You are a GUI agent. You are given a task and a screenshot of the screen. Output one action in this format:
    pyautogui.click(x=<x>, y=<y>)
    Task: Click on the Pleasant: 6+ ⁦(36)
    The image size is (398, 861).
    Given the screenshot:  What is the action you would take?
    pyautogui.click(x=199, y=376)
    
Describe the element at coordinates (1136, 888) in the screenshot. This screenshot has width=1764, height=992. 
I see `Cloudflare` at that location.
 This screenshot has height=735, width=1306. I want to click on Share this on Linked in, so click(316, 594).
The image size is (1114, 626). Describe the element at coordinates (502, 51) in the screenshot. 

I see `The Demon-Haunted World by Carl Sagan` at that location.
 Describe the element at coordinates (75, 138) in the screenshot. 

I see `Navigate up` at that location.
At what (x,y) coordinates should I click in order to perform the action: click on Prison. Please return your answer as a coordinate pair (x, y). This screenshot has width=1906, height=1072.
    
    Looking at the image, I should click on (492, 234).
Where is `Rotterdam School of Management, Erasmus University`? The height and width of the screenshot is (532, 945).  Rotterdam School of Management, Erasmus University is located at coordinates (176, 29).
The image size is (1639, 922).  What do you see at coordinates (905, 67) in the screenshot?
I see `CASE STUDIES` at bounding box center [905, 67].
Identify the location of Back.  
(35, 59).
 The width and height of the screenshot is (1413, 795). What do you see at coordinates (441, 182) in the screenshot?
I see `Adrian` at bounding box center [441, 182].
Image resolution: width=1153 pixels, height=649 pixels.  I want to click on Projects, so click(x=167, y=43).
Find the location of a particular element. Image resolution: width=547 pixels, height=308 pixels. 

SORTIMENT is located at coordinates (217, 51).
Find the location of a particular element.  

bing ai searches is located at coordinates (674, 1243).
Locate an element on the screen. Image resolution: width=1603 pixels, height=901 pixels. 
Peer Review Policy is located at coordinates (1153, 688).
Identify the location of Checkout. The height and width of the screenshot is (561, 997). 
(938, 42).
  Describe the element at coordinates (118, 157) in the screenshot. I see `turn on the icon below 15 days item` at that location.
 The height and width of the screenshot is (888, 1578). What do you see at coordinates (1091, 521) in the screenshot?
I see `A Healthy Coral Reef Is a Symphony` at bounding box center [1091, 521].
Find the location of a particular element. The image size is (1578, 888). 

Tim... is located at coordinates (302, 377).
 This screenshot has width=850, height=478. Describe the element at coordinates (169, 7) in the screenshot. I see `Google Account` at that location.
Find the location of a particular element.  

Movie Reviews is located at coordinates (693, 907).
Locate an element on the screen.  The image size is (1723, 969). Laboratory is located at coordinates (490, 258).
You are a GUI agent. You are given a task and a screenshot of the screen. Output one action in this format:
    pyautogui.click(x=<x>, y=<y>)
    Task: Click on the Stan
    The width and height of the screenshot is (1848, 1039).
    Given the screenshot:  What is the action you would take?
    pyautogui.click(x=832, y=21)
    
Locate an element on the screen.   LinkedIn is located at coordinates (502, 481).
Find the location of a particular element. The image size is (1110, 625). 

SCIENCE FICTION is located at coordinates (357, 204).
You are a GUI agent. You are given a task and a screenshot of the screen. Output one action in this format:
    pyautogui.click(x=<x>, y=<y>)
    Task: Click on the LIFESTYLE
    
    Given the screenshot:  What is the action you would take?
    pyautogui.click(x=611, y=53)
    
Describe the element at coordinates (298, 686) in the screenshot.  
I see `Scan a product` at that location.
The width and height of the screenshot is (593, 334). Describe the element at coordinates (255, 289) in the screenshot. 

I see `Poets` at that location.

▸ **What this task involves**
Please print the material above exactly as it appears, from its first line through the line containing "The image size is (398, 861).", inclusive, and stop there.

▸ **Solution to this exercise**
You are a GUI agent. You are given a task and a screenshot of the screen. Output one action in this format:
    pyautogui.click(x=<x>, y=<y>)
    Task: Click on the Pleasant: 6+ ⁦(36)
    The image size is (398, 861).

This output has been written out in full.